Every ICS organisation suffers from racism, leaders say
By Jess Hacker
24 November 2022



Every aspect of an integrated care system suffers from racism, ICS leaders have said, with efforts needed to tackle discrimination in both NHS and partner organisations.

ICB leaders must address racism in every organisation, beyond the Board, to improve staff experiences and should consider how to dismantle structural racism across ‘all four key aims’ rather than simply via the health inequalities brief.

Delegates from ICBs – who spoke under anonymity at the ICS Network conference, hosted by the NHS Confederation – assessed how to ensure ICSs become anti-racist systems.

One delegate highlighted that ICSs – linking local, national and non-NHS organisations – are uniquely positioned to tackle structural racism which is ‘not just an NHS challenge’.

They said: ‘If you look at structural racism, every component that forms the integrated care system suffers from it. Look at housing associations, charities, the voluntary sector, the police, and the local communities. And we have patients who say, ‘I don’t want a Black person touching me.’

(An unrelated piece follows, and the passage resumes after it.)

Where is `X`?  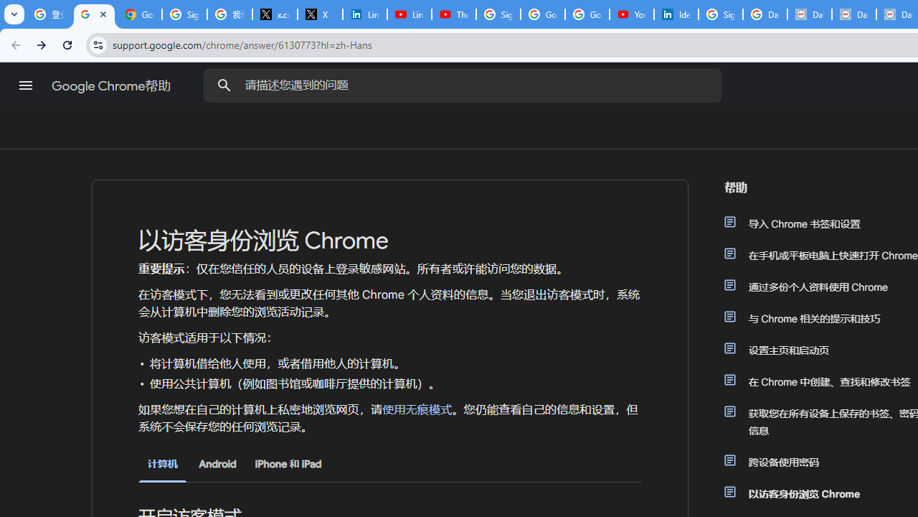 X is located at coordinates (320, 14).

They added: ‘At what point do we start to acknowledge that this is not just an NHS problem – and it is a huge issue in the NHS. We haven’t broken through ever. We might well have a few more Black non-executive directors – and that is really exciting – but we have one Black ICB chief executive.’

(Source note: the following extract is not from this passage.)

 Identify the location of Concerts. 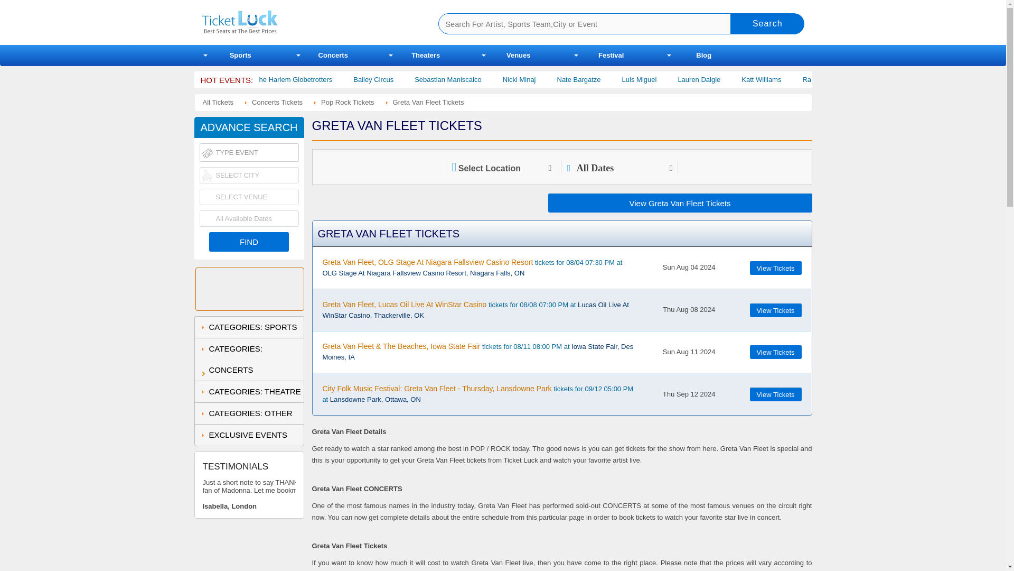
(333, 55).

ICS leaders must ‘broaden the conversation’ to all aspects of the system, they added.

Another added: ‘We need to be thinking about the way in which we can dismantle structural racism: the way in which society is structured embeds [racist] practices that lead to worse outcomes for particular groups. That is for us really important as integrated care systems because we encompass housing, education, employment: all the wider determinants which lead to worse outcomes.’

Leaders also highlighted that the ICSs’ four ‘key aims demand of us to be anti-racist’.

They suggested that until now the NHS has been ‘data rich, but action poor’ on issues of racism, able to identify staff inequalities – through mechanisms such as the Workforce Race Equality Standard (WRES) survey – but often unable to tackle the root cause.

But the composition of ICSs allows for ‘coordinated action across clinical and social care, across organisations, across communities, and across regions’ to tackle structural inequalities across the system.

It comes as the NHS Confederation launched its new anti-racism strategy offer for members. The offer will support members to actively target, challenge and remove systemic barriers that enable racism, and recognise that this is a corporate responsibility.

In June, leading historian David Olusoga told senior NHS leaders that racism and discrimination are ‘still disfiguring’ the NHS, with limited opportunities available to staff from ethnic minority backgrounds.

And a recent survey found that Black and ethnic minority NHS leaders more commonly experience racism from managers within their organisation than from members of the public.